About the Filmmaker:
Jay Rosenstein is a Peabody and two-time Emmy award-winning independent documentary producer, director, writer, and editor
whose work has been seen nationally on the PBS series' P.O.V. and Independent Lens, the ABC World News, ESPN,
the Nickelodeon Channel, the Independent Film Channel, and film festivals worldwide including the Sundance Film Festival.
His latest documentary, THE LORD IS NOT ON TRIAL HERE TODAY, takes a never-before-seen look at the landmark First Amendment case McCollum vs. Board of Education, which resulted in the beginning of separation of church and state in American public schools. The film had its world premiere in October of 2010 and has won two Emmy awards for Best Historical Documentary and Best Writing in the Mid America region. The documentary was broadcast nationally on PBS in March of 2011.
His previous work includes the documentaries THE AMASONG CHORUS: SINGING OUT, which aired on the
national PBS series Independent Lens in 2004 and won a Documentary
Award of Excellence from the Broadcast Education Association and a
CINE Golden Eagle, and ERASED, which
premiered at the prestigious Sundance Film Festival in 2001 and screened
at the South by Southwest Film Festival in Austin, Texas, the Los
Angeles Film Festival, the Full Frame Documentary Film Festival, as
well as others, and won a Special Jury Award from the Ann Arbor Film
Festival and a Director's Citation Award from the Black Maria Film
Festival.
His best-known documentary, the groundbreaking IN WHOSE HONOR? AMERICAN
INDIAN MASCOTS IN SPORTS, aired nationally on the PBS series Point of View, was nominated for a Peabody Award, and was recognized by
the Columbia University Graduate School of Journalism as one of the
most outstanding programs on race in American television in 1997-98.

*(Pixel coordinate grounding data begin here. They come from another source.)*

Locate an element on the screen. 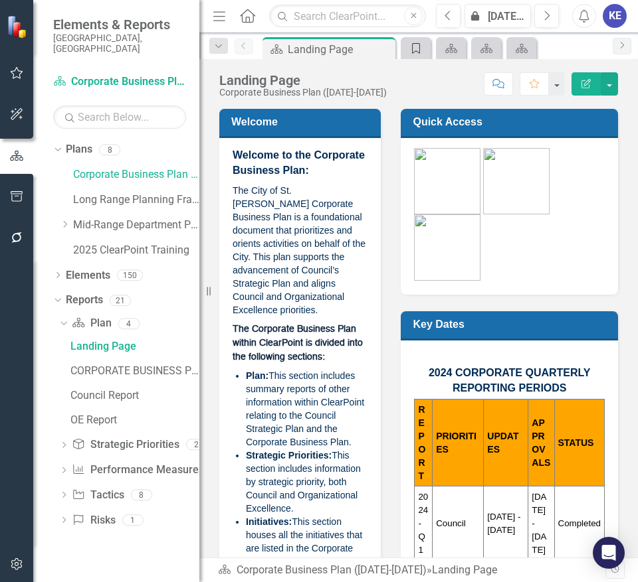 The width and height of the screenshot is (638, 582). th: STATUS is located at coordinates (578, 442).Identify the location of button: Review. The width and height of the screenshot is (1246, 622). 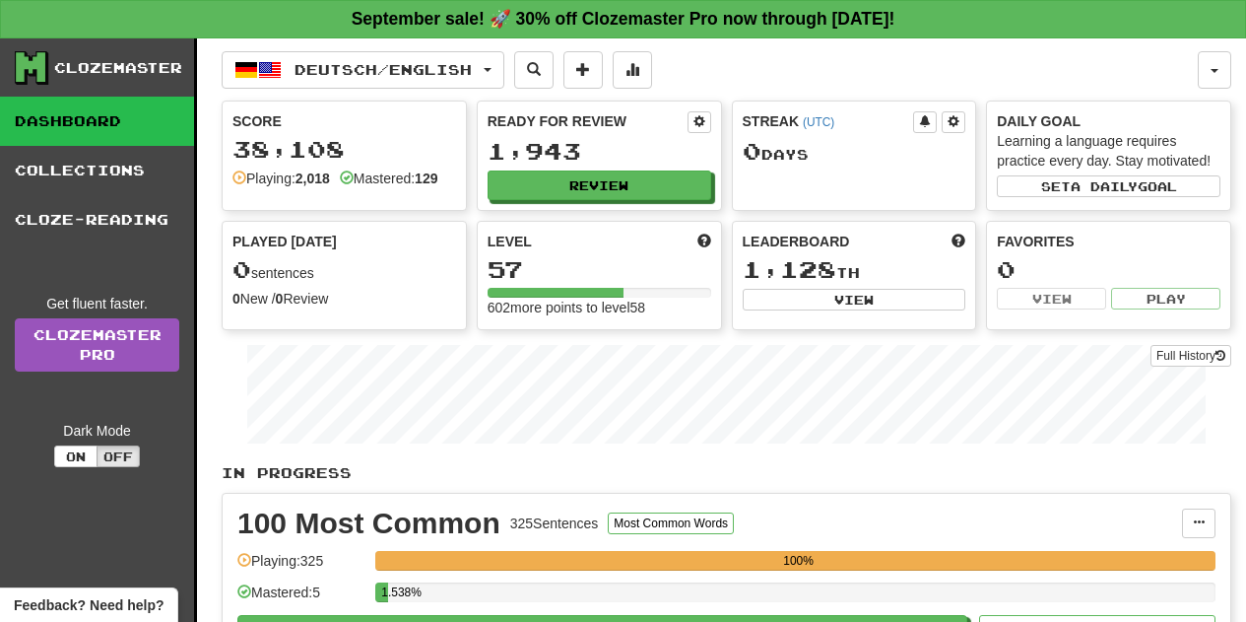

IN WHOSE HONOR? is also being used as an educational resource in more
than 500 colleges and universities nationwide and in Canada.

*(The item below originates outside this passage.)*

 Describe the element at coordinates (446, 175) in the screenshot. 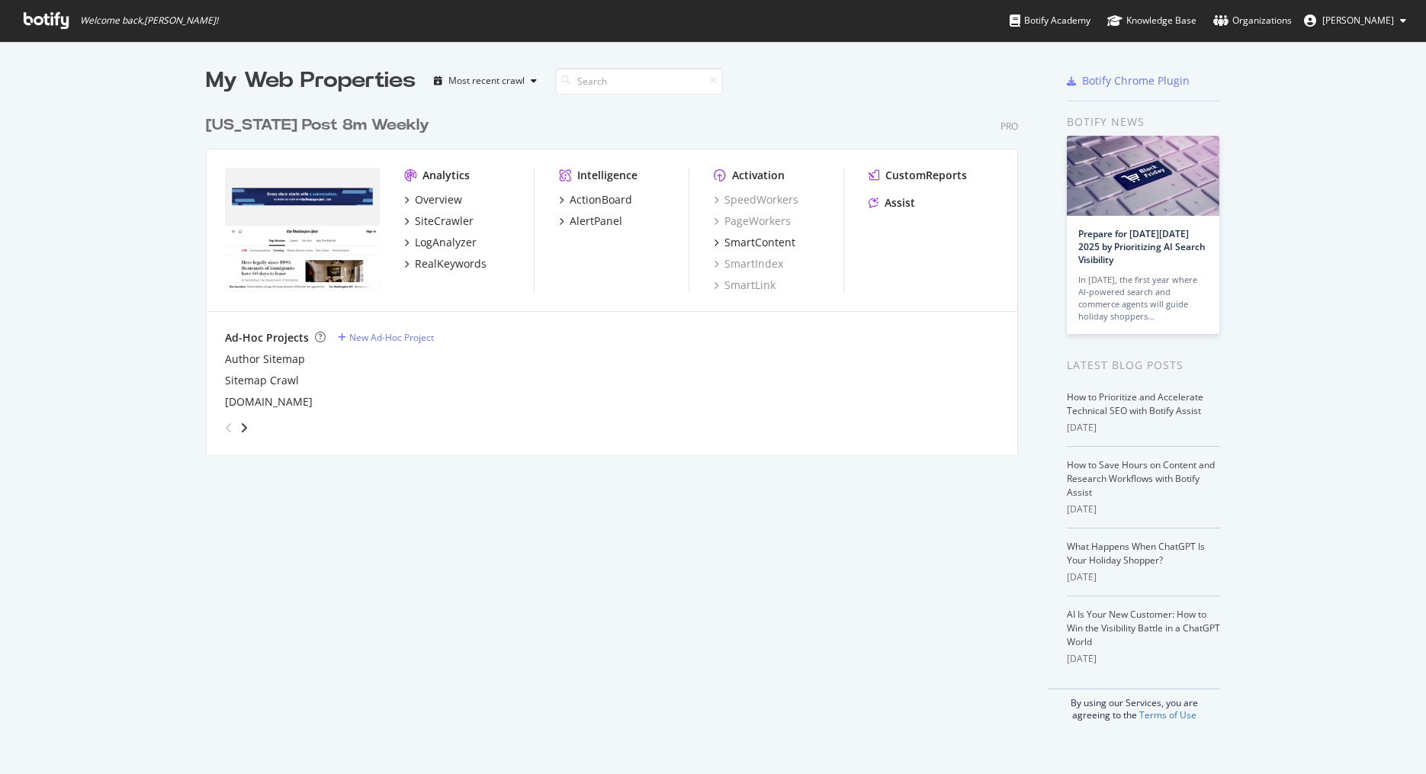

I see `div: Analytics` at that location.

THE LORD IS NOT ON TRIAL HERE TODAY, THE AMASONG CHORUS SINGING OUT, and IN WHOSE
HONOR?are all available on DVD for educational use from New Day Films.
Jay has received grants from the National Endowment for the Arts,
the Paul Robeson Fund for Independent Media, the Independent Television
Service (twice), the Illinois Humanities Council, and the Illinois Arts Council.